'Days of Glory' brings justice to 80,000 surviving ex-colonial soldiers

Algerian-descended film director Rachid Bouchareb's powerful new war film, 'Days of Glory' which tells the little known story of the 300,000 Arab and north African troops who helped liberate France and Italy during World War II, has helped shame the French authorities into belatedly paying full pensions to the 80,000 surviving ex-colonial soldiers, repairing a half century of injustice. These men have since 1959 received a fraction of what French military veterans receive.

Bouchareb (French born of Algerian descent) and his co-producer, comic actor Jamel Debbouze (also French born but of Moroccan origin) hope the film, which is now showing to packed French cinemas, especially in the multi-racial suburbs, will raise awareness of the deliberately ignored sacrifices made by 'indigenous' soldiers. They say it aims to persuade young French people of African origin they are part of France, and to form an important turning point in the country's race relations.

The film centres on four north African soldiers who enlist in the French army in 1943. Their campagin starts in Italy and continues through the southern region of Provence and the Vosges before a handful of survivors fight a final battle in an Alsatian village against a German battalion.

The central character, Said, is played by Debbouze, 31, who is mostly known outside France for his role as the shy grocer's boy in the highly successful French movie Amelie (2001). His mother begs him not to enlist, but he is determined to fight for France. During the campaig in the south, Said's comrade Messaoud (played by Roschdy Zem) falls in love with a French woman - but unbeknown to him officers are censoring his letters to her.

Abdelkader (played by Sami Bouajila) resents the second-class citizen treatment dished out in the French army, which refuses to promote Muslims beyond the rank of corporal, and he leaves. Yasir (played by Samy Naceri) agrees in principle with hot-headed Abdelkader, but stays on and displays loyalty and bravery under fire.

Many incidents in the movie are based on real events, such as mini riot when the colonial soliders are told that tomatoes are only for the white soliders.

The men's sergeant, a 'pied noir' or white Algerian colonist (played by Bernard Blancan) who is constantly torn between devolution to his troops and his own mixed feeling about North Africans - is revealed - to his chagrin - to be half-Arab. Debbouze, Blancan, Naceri, Zem and Bouajila shared the male actor's prize when the film was screened at the Cannes film festival in May.

The story is loosely based on the actual history of the colonial 'tirrailleurs' or soldiers who volunteered or were coerced into joining the French arm. To make 'Days of Glory', Bouchareb spent two years gathering information and anecdotes from survivors.

There were 550,000 'tirrailleurs' in the French army in 1944, mostly recruited in the French African colonies. Of these (apart from colonists of French origin), there were 134,000 Algerians, 73,000 Moroccans, 25,000 Tunisians and 92,000 men from French colonies in black Africa. One quarter of all the French soliders who died in the 1939-45 war - 60,000 men - were from France's 'African legion'. About 10,000 casualties were white colonialists. The remaining 50,000 were brown or black.

"Despite their many rejections, despite the unpaid pensions, the veterans have no spirit of hatred," said Bouchareb. The same 'Days of Glory' opened at French cinemas, France's prime minister, Dominique De Villepin announced that from next year, around 84,000 World War II veterans, mainly from the Maghreb and black Africa, will receive the same pension as French veterans. The latter currently receive around 690 euros a month, while Senegalese veterans receive 230 euros, and Moroccan and Tunisian vets, just 61 euros.

The move, which will cost the French state approximately 100 million euros per year, recognises "the country's delay in recognising officially France's colonial veterans," De Villepin said. It was only in 2002 that France, at the behest of president Jacques Chirac - who attend the premier of 'Days of Glory ' - began the process by paying small pensions to the colonial veterans, whose pensions and compensation was frozen in 1959 by France's then-president Charles De Gaulle.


§ THE PROBLEM
Print the entries that appear below, exactly as written and without their pictures.

───── DATASET CONTENT

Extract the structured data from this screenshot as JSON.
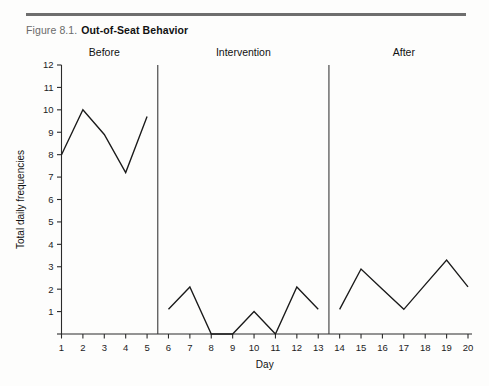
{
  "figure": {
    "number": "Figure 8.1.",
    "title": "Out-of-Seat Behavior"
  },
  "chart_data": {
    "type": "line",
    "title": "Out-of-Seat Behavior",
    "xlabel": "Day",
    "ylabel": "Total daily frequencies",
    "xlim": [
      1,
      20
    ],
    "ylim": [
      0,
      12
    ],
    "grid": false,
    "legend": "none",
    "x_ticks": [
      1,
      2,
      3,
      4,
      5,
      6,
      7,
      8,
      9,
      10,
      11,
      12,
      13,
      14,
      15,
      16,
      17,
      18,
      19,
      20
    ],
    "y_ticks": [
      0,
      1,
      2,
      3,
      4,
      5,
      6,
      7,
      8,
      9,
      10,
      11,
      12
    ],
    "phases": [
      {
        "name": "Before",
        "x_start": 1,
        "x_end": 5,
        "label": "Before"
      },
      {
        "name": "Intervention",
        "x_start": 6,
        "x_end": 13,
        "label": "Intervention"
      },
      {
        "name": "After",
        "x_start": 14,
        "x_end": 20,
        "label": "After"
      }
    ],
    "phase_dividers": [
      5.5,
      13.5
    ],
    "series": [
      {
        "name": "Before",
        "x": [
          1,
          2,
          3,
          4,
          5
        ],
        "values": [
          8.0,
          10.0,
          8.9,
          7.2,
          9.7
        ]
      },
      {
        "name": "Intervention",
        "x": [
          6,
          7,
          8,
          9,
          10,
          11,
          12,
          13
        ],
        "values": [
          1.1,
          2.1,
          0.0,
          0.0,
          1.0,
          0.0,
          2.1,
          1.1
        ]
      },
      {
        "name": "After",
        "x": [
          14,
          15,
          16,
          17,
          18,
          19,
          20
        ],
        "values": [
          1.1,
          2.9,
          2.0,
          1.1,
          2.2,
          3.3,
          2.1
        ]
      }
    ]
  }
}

──────────

§ SOLUTION TO THE PROBLEM
Extract the structured data from this screenshot as JSON.
{
  "figure": {
    "number": "Figure 8.1.",
    "title": "Out-of-Seat Behavior"
  },
  "chart_data": {
    "type": "line",
    "title": "Out-of-Seat Behavior",
    "xlabel": "Day",
    "ylabel": "Total daily frequencies",
    "xlim": [
      1,
      20
    ],
    "ylim": [
      0,
      12
    ],
    "grid": false,
    "legend": "none",
    "x_ticks": [
      1,
      2,
      3,
      4,
      5,
      6,
      7,
      8,
      9,
      10,
      11,
      12,
      13,
      14,
      15,
      16,
      17,
      18,
      19,
      20
    ],
    "y_ticks": [
      0,
      1,
      2,
      3,
      4,
      5,
      6,
      7,
      8,
      9,
      10,
      11,
      12
    ],
    "phases": [
      {
        "name": "Before",
        "x_start": 1,
        "x_end": 5,
        "label": "Before"
      },
      {
        "name": "Intervention",
        "x_start": 6,
        "x_end": 13,
        "label": "Intervention"
      },
      {
        "name": "After",
        "x_start": 14,
        "x_end": 20,
        "label": "After"
      }
    ],
    "phase_dividers": [
      5.5,
      13.5
    ],
    "series": [
      {
        "name": "Before",
        "x": [
          1,
          2,
          3,
          4,
          5
        ],
        "values": [
          8.0,
          10.0,
          8.9,
          7.2,
          9.7
        ]
      },
      {
        "name": "Intervention",
        "x": [
          6,
          7,
          8,
          9,
          10,
          11,
          12,
          13
        ],
        "values": [
          1.1,
          2.1,
          0.0,
          0.0,
          1.0,
          0.0,
          2.1,
          1.1
        ]
      },
      {
        "name": "After",
        "x": [
          14,
          15,
          16,
          17,
          18,
          19,
          20
        ],
        "values": [
          1.1,
          2.9,
          2.0,
          1.1,
          2.2,
          3.3,
          2.1
        ]
      }
    ]
  }
}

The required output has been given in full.